We’ve raised $11.5M in funding over five rounds and today, we’ve got 100 employees globally. We’re headquartered in Lancaster, in the North of England but we’ve also got offices in London, New York and Philadelphia and we plan to open more.
We’ve got supportive investors, and, yes, it’s enough for now. The answer to that question, though, depends on the strategy we seek to deploy. We may see opportunities to scale quicker and harder in certain markets, and if so, we will talk to our investors. Right now, 65% of our revenue is in the U.S., the remainder is largely from the U.K. There’s a lot to be focused on right now.
Tell us about the business model
As a B2B, software as a service (SaaS) company, rather than us selling software on a perpetual basis to a customer, they subscribe to the software over a period of time. This is a model which is gaining lots of traction in the commercial software world as it’s good for the vendor – you have clear sight of future revenues; you know you’ve got subscription coming in – but it’s also better for the customer, because they’re not making a big bet on an expensive piece of software which is then their responsibility to make work. The risk is more shared between the customer and the vendor. This has made the software business more customer orientated and easier to procure. Someone can sign up for Relative Insight and start using it in minutes.
But when planning your SaaS strategy financially then really it’s all about the J curve. What I mean by this is that you invest in sales people, in marketing, in the product – and this costs money. Then, you build up your subscription revenue streams, and you start to make money back and you make profit. This is called a J Curve.
The trick for a SaaS company lies in the profile of that J Curve. You can do a deep curve, by investing heavily early on, which means that, when you come out of that J Curve the trajectory is higher. Or you can have a shallower one whereby you’re not spending as much in the early days, but you won’t be growing so quickly. Which type you choose depends on all kinds of things. These are moving factors which change all the time. Six months ago, it might have been all about the growth, whereas in today’s climate it’s perhaps more about the sustainability of the business.

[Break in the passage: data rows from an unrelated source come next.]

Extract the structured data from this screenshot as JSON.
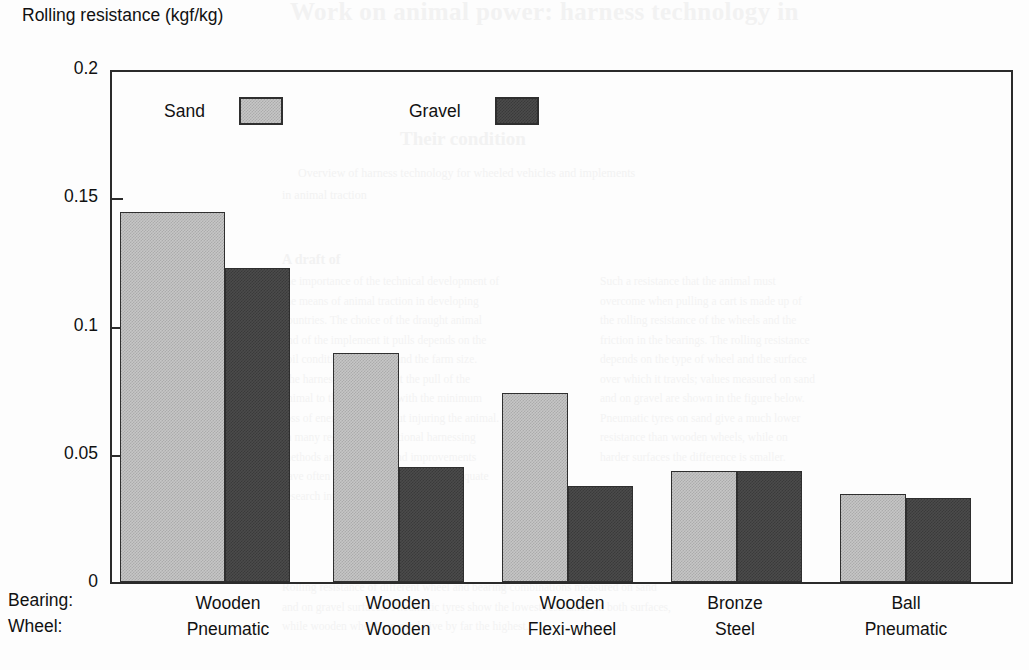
{
  "axis_title": "Rolling resistance\n(kgf/kg)",
  "legend": {
    "sand_label": "Sand",
    "gravel_label": "Gravel"
  },
  "xaxis": {
    "row_headers": [
      "Bearing:",
      "Wheel:"
    ]
  },
  "bleed_through": {
    "title": "Work on animal power: harness technology in",
    "subtitle": "Their condition",
    "line1": "Overview of harness technology for wheeled vehicles and implements",
    "line2": "in animal traction",
    "heading2": "A draft of",
    "col_a": "the importance of the technical development of\nthe means of animal traction in developing\ncountries. The choice of the draught animal\nand of the implement it pulls depends on the\nsoil conditions, the crop and the farm size.\nThe harness must transmit the pull of the\nanimal to the implement with the minimum\nloss of energy, and without injuring the animal.\nIn many regions the traditional harnessing\nmethods are still in use and improvements\nhave often been introduced without adequate\nresearch into local conditions.",
    "col_b": "Such a resistance that the animal must\novercome when pulling a cart is made up of\nthe rolling resistance of the wheels and the\nfriction in the bearings. The rolling resistance\ndepends on the type of wheel and the surface\nover which it travels; values measured on sand\nand on gravel are shown in the figure below.\nPneumatic tyres on sand give a much lower\nresistance than wooden wheels, while on\nharder surfaces the difference is smaller.",
    "footer": "Rolling resistance of different wheel and bearing combinations measured on sand\nand on gravel surfaces. Pneumatic tyres show the lowest resistance on both surfaces,\nwhile wooden wheels on sand give by far the highest."
  },
  "chart_data": {
    "type": "bar",
    "title": "",
    "xlabel": "",
    "ylabel": "Rolling resistance (kgf/kg)",
    "ylim": [
      0,
      0.2
    ],
    "yticks": [
      0,
      0.05,
      0.1,
      0.15,
      0.2
    ],
    "ytick_labels": [
      "0",
      "0.05",
      "0.1",
      "0.15",
      "0.2"
    ],
    "grid": false,
    "legend_position": "inside-top-left",
    "categories": [
      {
        "bearing": "Wooden",
        "wheel": "Pneumatic"
      },
      {
        "bearing": "Wooden",
        "wheel": "Wooden"
      },
      {
        "bearing": "Wooden",
        "wheel": "Flexi-wheel"
      },
      {
        "bearing": "Bronze",
        "wheel": "Steel"
      },
      {
        "bearing": "Ball",
        "wheel": "Pneumatic"
      }
    ],
    "series": [
      {
        "name": "Sand",
        "color": "#c6c6c6",
        "values": [
          0.145,
          0.09,
          0.074,
          0.0435,
          0.0345
        ]
      },
      {
        "name": "Gravel",
        "color": "#4b4b4b",
        "values": [
          0.123,
          0.045,
          0.0375,
          0.0435,
          0.033
        ]
      }
    ]
  }
}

My job is essentially to modify that curve and to think ahead. For instance, do we really want to pile lots of resources into a market that’s looking volatile? Do we want to concentrate on sustainability and profitability as opposed to growth? Or can we come up with a solution that gives us all of the above? That, in a nutshell, is my job – and there are lots of stakeholders to consider in the decision making: The customers, which are clearly paramount, the employees and the investors.
What is the future vision?
The U.S. is still our focus. It’s a dominant part of our revenue base at the moment and we have plans to expand there further, having just opened a second US office in Philadelphia.
Why do you do this?
We do all this because text data sources are so valuable. They answer critical business questions. So, while most companies know that customer satisfaction scores may be going up or going down, the responses to the open ended questions in their surveys will tell them why.
Yet, today, when you ask somebody on the board, or at C level, to outline their primary sources of business intelligence and which data sources they monitor, 99% will give quantitative answers, such as web traffic, revenue and profit. This is completely understandable but my vision is that the text-based ‘why’ sources of data will also be in that answer, rather than relying just on the ‘what’. Even if, out of the top ten business metrics, just two are text based versus all ten, then that is a massive, fundamental shift in how companies look at their data and think about the value they can get out of it. Our mission is also to make all this easier to interpret and to set up.
About Ben
Ben Hookway is the CEO of Relative Insight and took the company from an academic spin-out into a commercial SaaS platform used by leading customer-focused organisations such as Sky, Nespresso and Formula 1. With over 20 years’ experience in the early stage technology market, Ben has founded, funded, and exited companies. He spent six years in the US and has had extensive experience in China, South Korea, and Taiwan with start-ups and $1bn corporations.